Amid China's push for domestic AI chip development, major firms like Tencent are seeking to sidestep US export controls by using a rental model that provides access to Nvidia's high-end GPUs.
According to the Financial Times, a key player in this workaround is Japanese neocloud service provider Datasection, which has reportedly signed rental contracts worth over $1.2 billion with Tencent. These contracts grant access to Nvidia B200 AI chips.
Datasection is said to have secured a significant portion of the 15,000 Blackwell processors that Nvidia has made available, positioning the rental model as a critical lifeline for Chinese companies that crave cutting-edge AI technology.

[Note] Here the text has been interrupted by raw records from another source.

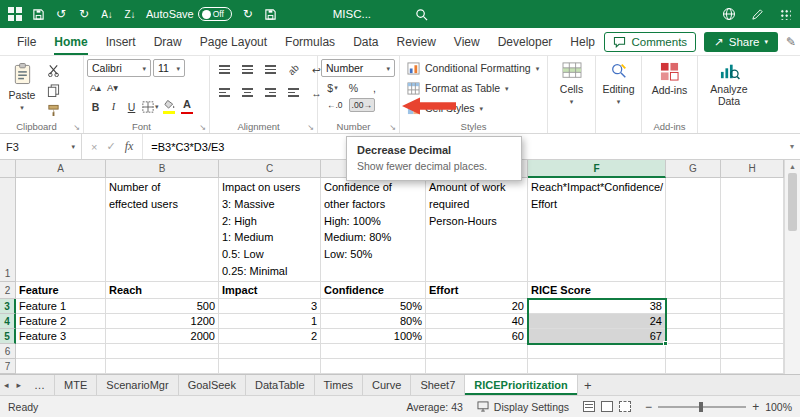 This screenshot has width=800, height=417. What do you see at coordinates (694, 230) in the screenshot?
I see `cell-G1` at bounding box center [694, 230].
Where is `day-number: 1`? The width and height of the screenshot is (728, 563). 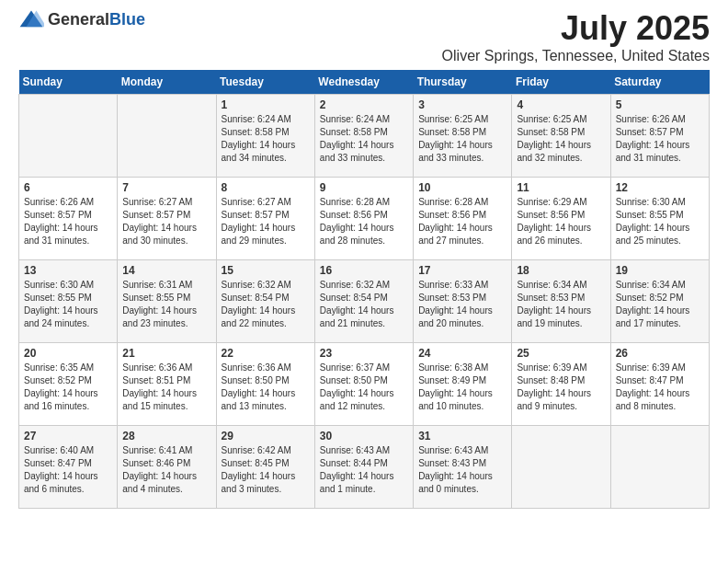 day-number: 1 is located at coordinates (266, 105).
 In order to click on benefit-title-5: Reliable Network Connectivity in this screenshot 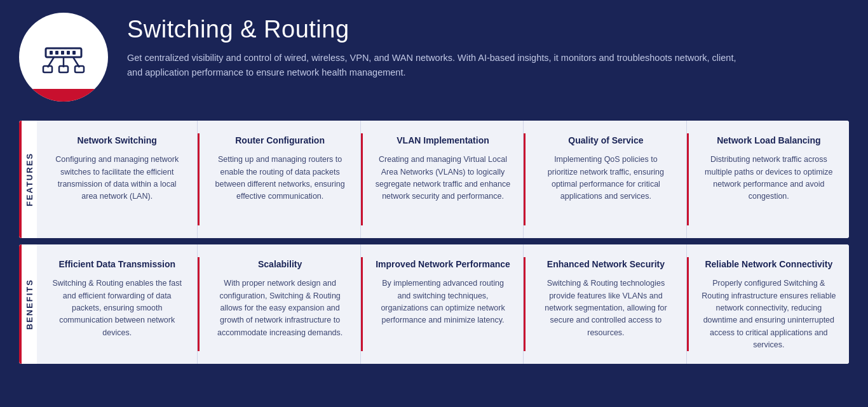, I will do `click(769, 264)`.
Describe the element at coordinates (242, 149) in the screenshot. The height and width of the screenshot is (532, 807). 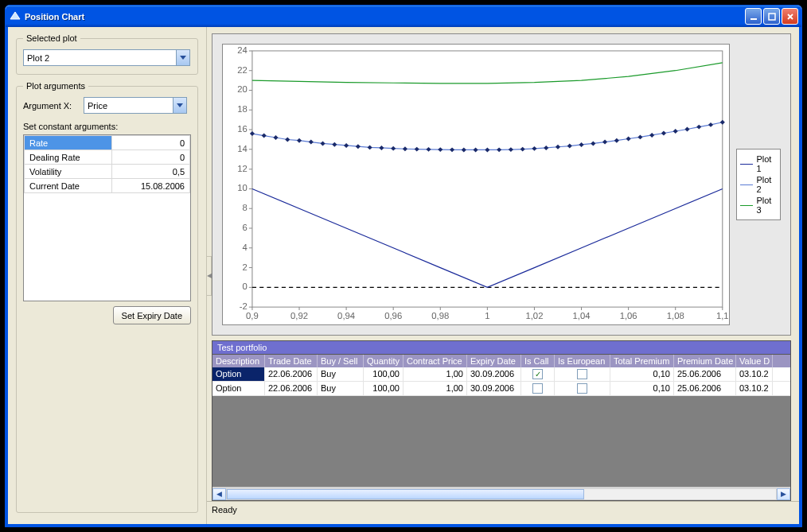
I see `svg-text: 14` at that location.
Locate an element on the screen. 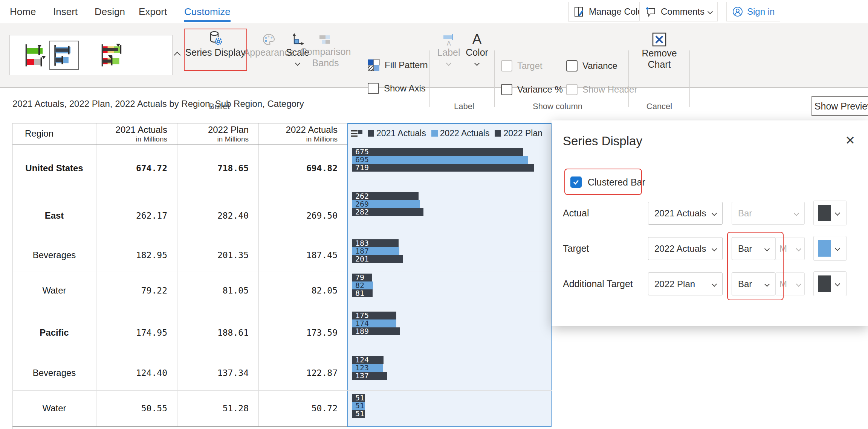  label-button: A Label is located at coordinates (449, 49).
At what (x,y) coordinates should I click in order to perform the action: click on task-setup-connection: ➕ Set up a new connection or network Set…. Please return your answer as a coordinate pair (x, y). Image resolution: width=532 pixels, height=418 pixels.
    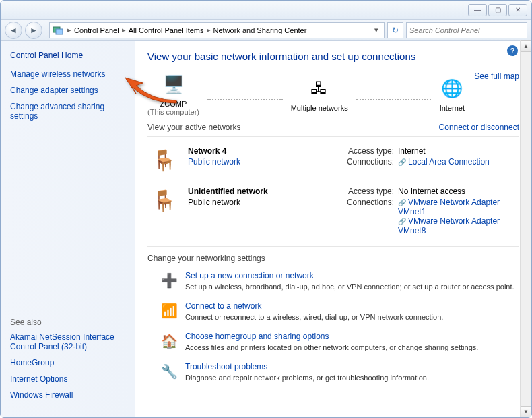
    Looking at the image, I should click on (333, 282).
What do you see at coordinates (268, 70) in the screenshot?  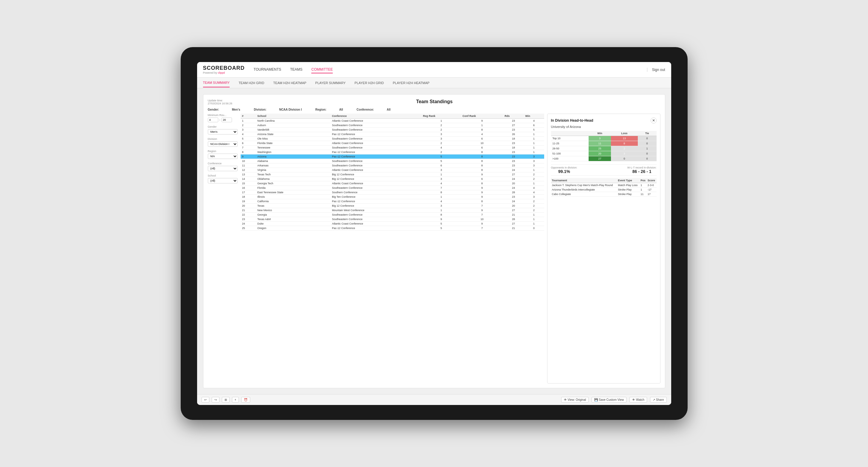 I see `nav-tournaments: TOURNAMENTS` at bounding box center [268, 70].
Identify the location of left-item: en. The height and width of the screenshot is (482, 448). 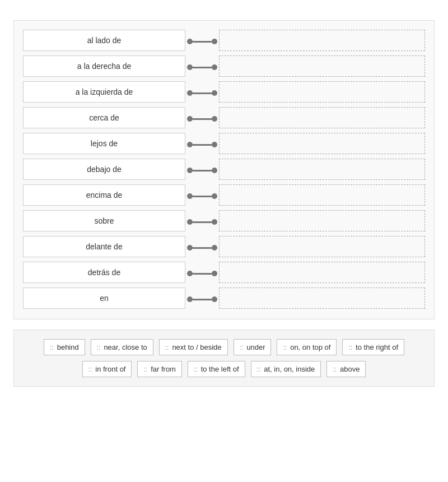
(104, 298).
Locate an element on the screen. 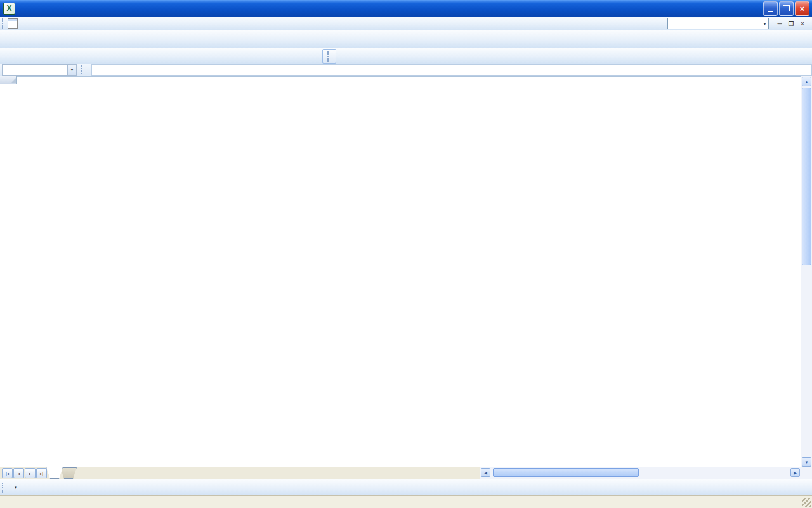 The height and width of the screenshot is (508, 812). tab-bill-payment-and-holidays is located at coordinates (69, 473).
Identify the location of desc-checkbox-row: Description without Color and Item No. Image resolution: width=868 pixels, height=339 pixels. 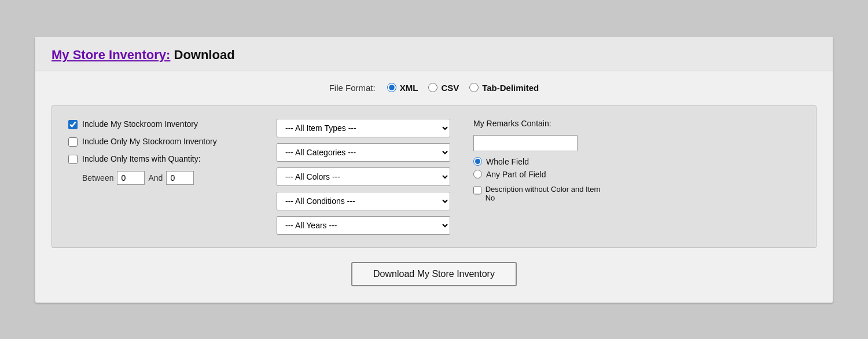
(537, 194).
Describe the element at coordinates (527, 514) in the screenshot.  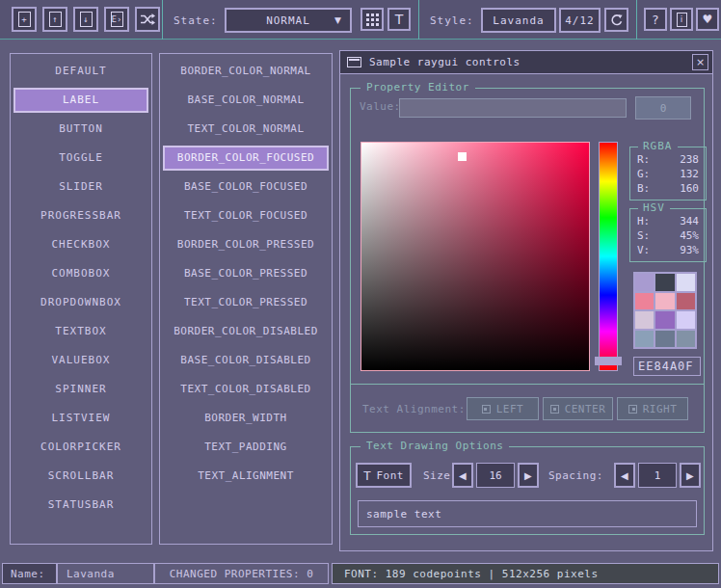
I see `sample-text-input: sample text` at that location.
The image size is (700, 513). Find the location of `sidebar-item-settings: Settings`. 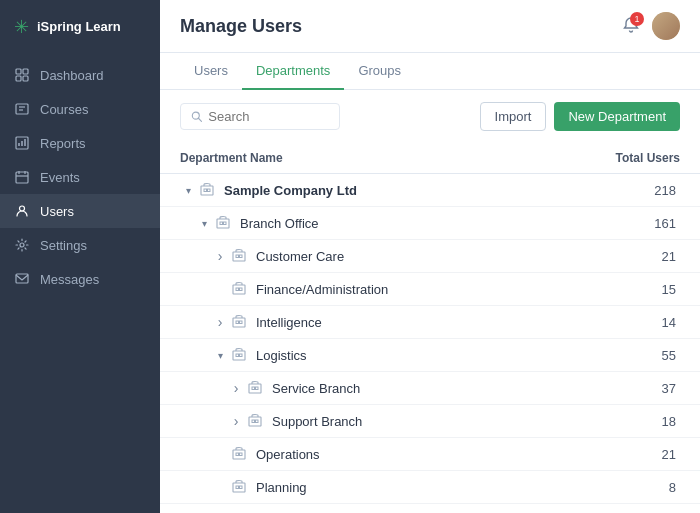

sidebar-item-settings: Settings is located at coordinates (80, 245).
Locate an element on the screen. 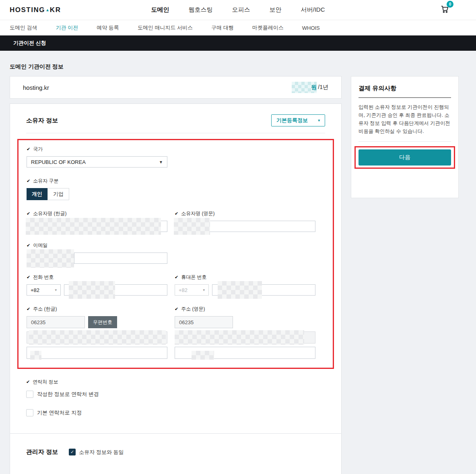  addr-en-label-text: 주소 (영문) is located at coordinates (193, 309).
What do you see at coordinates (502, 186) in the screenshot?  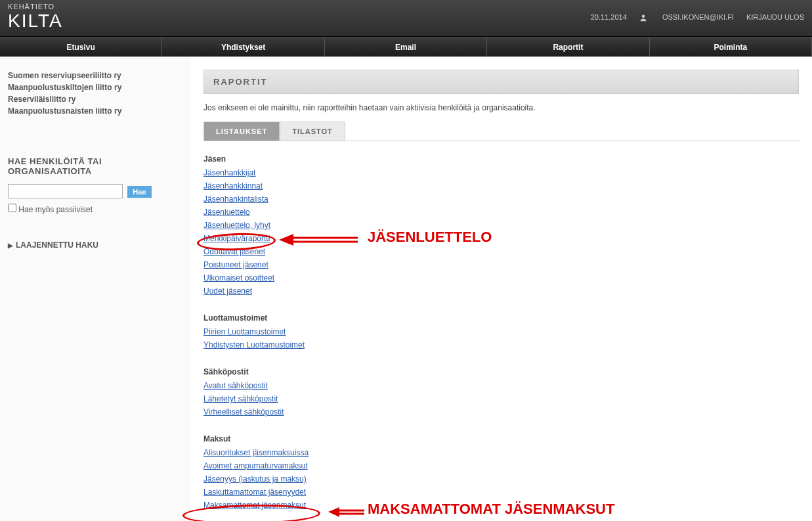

Though the chips are technically unavailable for direct export to China due to US restrictions, the rental setup bypasses that barrier, providing Chinese firms like Tencent with the computational power they need to train sophisticated AI models.
The strategy has become so popular that analysts believe it could soon become the default method for Chinese firms to access top-tier Nvidia hardware.
Even when Nvidia's H200 chips eventually become available to the Chinese market, the Blackwell B200 and B300 AI chips outperform them by a notable margin, keeping China’s AI giants ahead of the game, even under Washington’s restrictions.
With rental compute models now entrenched, Beijing is finding ways to stay plugged into the latest American tech, despite the ongoing geopolitical tensions.